Faced with months of isolation due to the coronavirus pandemic, an Australian mom has encouraged her children to write letters to elderly neighbors.

She told The Age that “returning to letter writing and finding pen pals [helps] children learn kindness and compassion.”

The pandemic-age idea of engaging children to write to seniors has been taken up in the United States as well, where residents of a Texas nursing home say they’d welcome letters, pictures and drawings.

Meanwhile, in Scotland, two senior centers have starting “pen pal writing clubs” to encourage residents to reach out to each other across social distancing.

“Some of our service users have not had a letter through the post in years,” one facility manager told The Courier. “We had great fun writing the letters, and it triggered lots of memories and conversation.”

The program is so popular that other nursing homes are starting their own.

Mail safety

Though coronavirus is known to persist for hours or days on different surfaces, including cardboard, plastic and steel, a report from the Centers for Disease Control found that there’s “currently no evidence” that the virus can be transmitted on packages.
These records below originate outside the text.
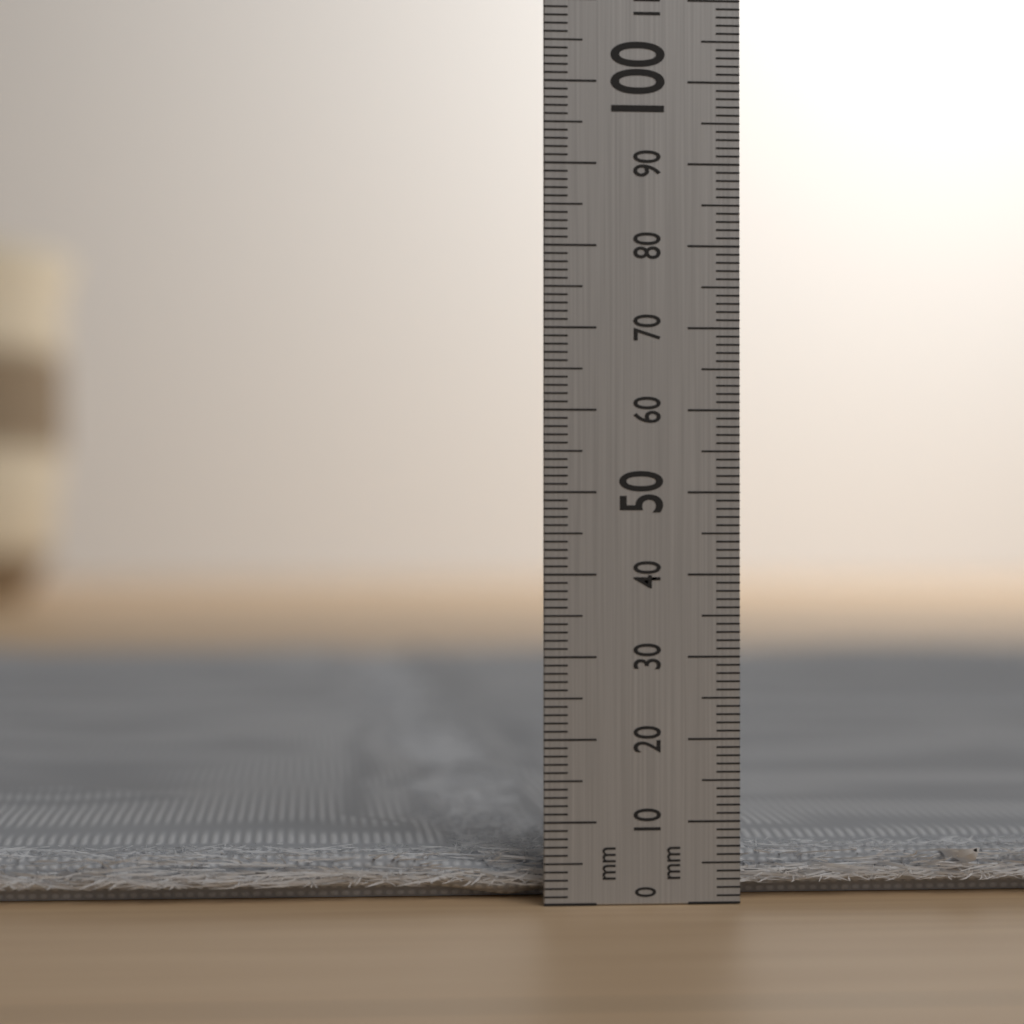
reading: 6 mm
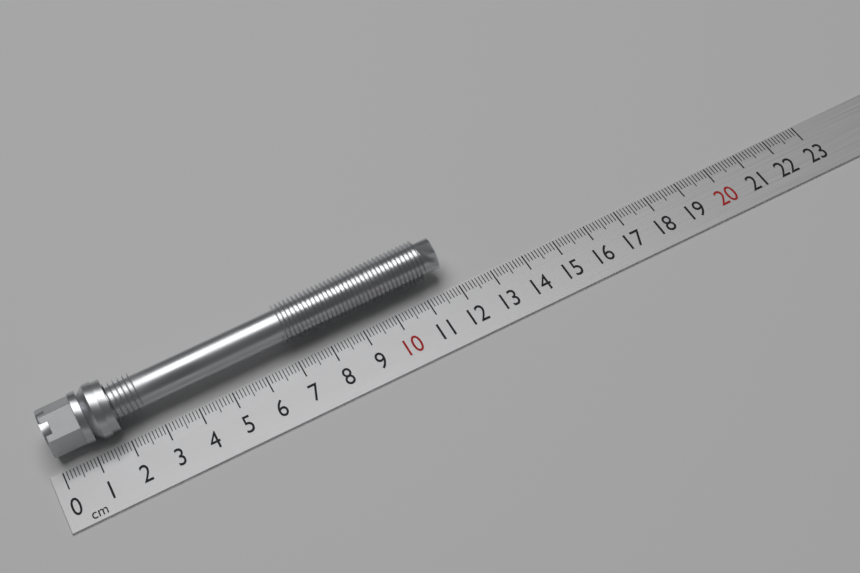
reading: 11.8 cm
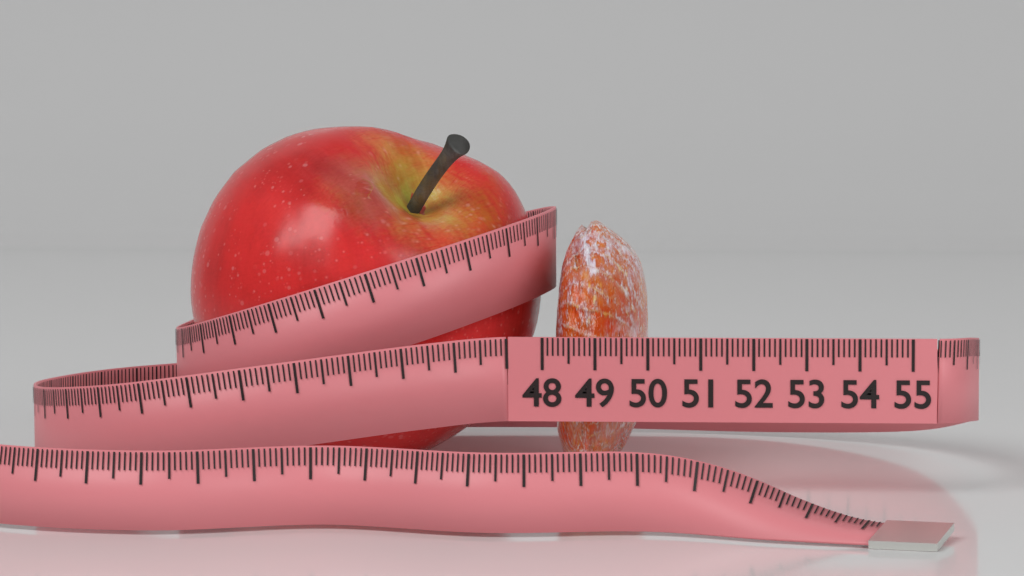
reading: 49.8 (no unit)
Experts also said that isolating mail or wiping it down may relieve anxiety, but wouldn’t affect potential transmission of the disease, which primarily occurs through the lungs and infected “respiratory droplets.”

Even if a postal or delivery worker has coronavirus and sneezes on a letter or package, one health scholar said the risk is “theoretical and minimal,” and that washing your hands and not touching your face after opening a letter or package is the best personal-health step to take.